The first weekend in the pool was the only weekend that I could attend this time! I was taking a Master SCUBA class most weekends, organizing a booth for BASK at the Bay Area PaddleFest, and giving a talk. I would have preferred to teach on the surf weekend, but could only fit the pool session into my schedule. This is the first in-the-water session (there are classroom sessions as well) where we make the students (we cannot call them novices any more) show us that they can swim, and teach them a few rudimentary skills in the clear warm water of a swimming pool.

The students are taught how to pop open their spray-skirt and exit from the boat when it is turned over. This may sound intuitive, but some spray-skirts are very tight and people have been known to drown trapped upside down in their boats by their spray-skirt. (Thankfully never at a BASK event). After the students get back in their boats we practice the Eskimo rescue. This is where you hang upside down in your boat holding your breath and pounding on your boat to attract attention. Another kayaker zooms up and lets you grab their bow and pull yourself right-side up. As the instructor standing chest deep in the water I tried using my hands as a surrogate bow to pull on and my students seemed to find it difficult to get back up. When we switched to doing it with real boats they had an easier time of it.

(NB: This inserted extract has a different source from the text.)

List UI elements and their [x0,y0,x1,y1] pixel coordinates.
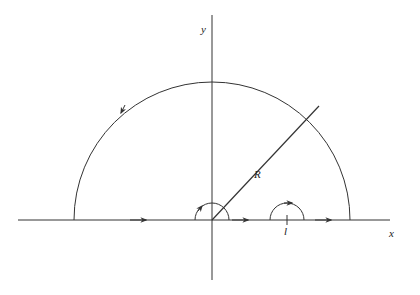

Everyone was in little river kayaks, and I had loaned mine to one of the students. So when the formal part of the program was over I didn’t have a boat to play in. Because these students are not novices, some of them were pretty advanced paddlers and a few could even roll a kayak. When the talk turned to teaching the roll, I jumped ashore and tried out all the spare boats lying around the pool. I had loaned my boat to one of the students because he was a tall guy and he couldn’t find any other boat to fit in. I bought my Pirouette because it is an old river kayak design that is so unfashionably large that it has lots of leg room in the bow. As a second best I found a Dancer that I could just barely squeeze myself into. Then I was able to join the melee in the pool and demonstrate some Greenland paddle rolls and other tricks.